Monday, June 3, 2013

The Most Holy Body and Blood of Christ (Corpus Christi)



Luke 9: 11b-17

He loves to tinker with gadgets.
He is fascinated by the inner workings of machines, how the gears and levers of mechanisms connect and work together to make things happen.

While thumbing through one of his technology magazines, he finds the schematic for a clock that operates not by batteries or electric current but by a complex series of weights and pulleys.
A new project!
So begins many hours of constructing the clock's cabinet, fashioning and fitting the necessary gears and wheels, devising and measuring the weights and chains.

When he has finally finished, the clock works well for a while, but stops within a few hours.
So he carefully takes apart every piece and refits them.
Again the clock works well for some time, but, again, stops.
He spends what seems like an eternity studying every piece of wood and metal, but still the clock will not run consistently

His loving wife, who is usually very understanding of his projects, urges him to give it up.
When she finds the pieces of the clock in a box under his workbench after a few weeks, she thinks that he has finally admitted defeat, so she hauls the carton of clock remnants out to the trash.
 But he quickly realizes the box is missing and immediately rescues the broken timepiece.

He hasn't given up.
He had discovered that one of the gear wheels was not ground properly - it did not fit as tightly with the other gears as it should to run evenly and consistently.
With the help of a machinist friend, he fashions, by hand, a new metal wheel that fits the clock's mechanism perfectly.

The clock, re-created from its brokenness, redeemed from the trash heap, now hangs in their living room, keeping perfect time
C under the watchful eye of its creator.

Like the tinkerer, God refuses to give up on his creation.
God does not seek our destruction but our redemption;
God finds no satisfaction in sufferings we inflict upon ourselves,
but rejoices in our making things right.
Despite our ignorance of God,
despite our displacement of God with more immediately comforting and less mysterious concepts,
despite our outright rejection of God,
God continues to call us back, always making the first move to being reconciled with us and his creation.

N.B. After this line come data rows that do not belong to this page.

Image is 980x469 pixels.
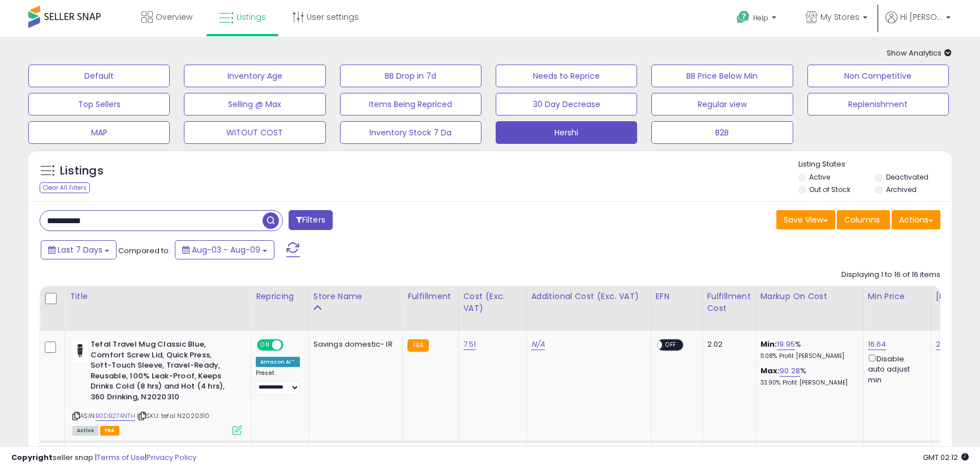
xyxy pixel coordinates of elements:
button: Regular view [651,93,792,115]
div: % [760,339,854,360]
span: Listings [237,12,266,23]
span: All listings currently available for purchase on Amazon [73,426,98,435]
div: Amazon AI * [256,356,299,367]
button: Default [28,65,170,87]
img: 21G3RMEa3qL._SL40_.jpg [73,339,88,362]
button: 30 Day Decrease [495,93,637,115]
a: 24.60 [936,339,957,350]
div: Title [70,291,246,302]
label: Archived [886,184,916,194]
div: Savings domestic- IR [314,339,394,349]
button: Top Sellers [28,93,170,115]
span: Columns [844,214,880,225]
div: ASIN: [73,339,242,434]
i: Get Help [736,10,751,24]
b: Min: [760,339,777,349]
b: Max: [760,365,780,376]
span: FBA [100,426,120,435]
button: Items Being Repriced [340,93,481,115]
p: Listing States: [798,159,952,170]
button: Filters [289,210,332,230]
button: Aug-03 - Aug-09 [175,240,275,259]
button: MAP [28,121,170,144]
a: 7.51 [463,339,477,350]
div: Repricing [256,291,304,302]
button: WITOUT COST [183,121,325,144]
p: 33.90% Profit [PERSON_NAME] [760,379,854,387]
div: Displaying 1 to 16 of 16 items [841,270,940,280]
div: Fulfillment Cost [707,291,751,314]
button: BB Price Below Min [651,65,792,87]
span: Aug-03 - Aug-09 [191,244,261,255]
h5: Listings [60,163,104,179]
div: Disable auto adjust min [867,352,922,385]
div: % [760,365,854,387]
button: Non Competitive [807,65,949,87]
span: | SKU: tefal N2020310 [137,411,210,420]
button: Hershi [495,121,637,144]
div: Clear All Filters [40,183,90,193]
a: 19.95 [777,339,795,350]
div: Store Name [314,291,398,302]
span: My Stores [821,12,859,23]
div: Cost (Exc. VAT) [463,291,522,314]
a: 90.28 [780,365,800,377]
b: Tefal Travel Mug Classic Blue, Comfort Screw Lid, Quick Press, Soft-Touch Sleeve, Travel-Ready, R... [90,339,228,404]
span: Hi [PERSON_NAME] [900,12,943,23]
div: Preset: [256,369,299,395]
a: B0DB274NTH [96,411,136,420]
button: Replenishment [807,93,949,115]
label: Out of Stock [809,184,851,194]
a: Terms of Use [97,451,144,463]
a: 16.64 [867,339,886,350]
button: Inventory Stock 7 Da [340,121,481,144]
div: Min Price [867,291,926,302]
button: Columns [836,210,890,230]
span: Overview [156,12,192,23]
span: Help [753,13,768,23]
th: The percentage added to the cost of goods (COGS) that forms the calculator for Min & Max prices. [755,285,863,331]
button: BB Drop in 7d [340,65,481,87]
div: EFN [656,291,697,302]
button: B2B [651,121,792,144]
span: Last 7 Days [58,244,103,255]
a: N/A [532,339,545,350]
span: ON [258,340,272,350]
div: Markup on Cost [760,291,859,302]
button: Last 7 Days [41,240,117,259]
span: OFF [662,340,680,350]
div: seller snap | | [12,452,197,463]
span: 2025-08-17 02:12 GMT [922,451,968,463]
a: Help [727,2,788,36]
button: Needs to Reprice [495,65,637,87]
span: Show Analytics [886,48,952,59]
span: Compared to: [118,245,170,256]
button: Inventory Age [183,65,325,87]
button: Selling @ Max [183,93,325,115]
strong: Copyright [12,451,52,463]
a: Hi [PERSON_NAME] [885,12,951,36]
a: Privacy Policy [146,451,197,463]
div: Additional Cost (Exc. VAT) [532,291,646,302]
div: 2.02 [707,339,747,349]
p: 11.08% Profit [PERSON_NAME] [760,352,854,360]
button: Save View [776,210,835,230]
small: FBA [408,339,428,351]
label: Active [809,172,830,182]
button: Actions [891,210,940,230]
label: Deactivated [886,172,929,182]
div: Fulfillment [408,291,453,302]
span: OFF [282,340,299,350]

This Sunday of the Trinity (on this first week after the Great Fifty Days of Easter) focuses our attention on the great, profound love of God for his creation
a love too deep, too limitless for us to fully grasp and understand.
May we realize the presence and availability of hope, purpose and healing from the God who creates,
the God who redeems,
the God who breathes life and love into every molecule of creation.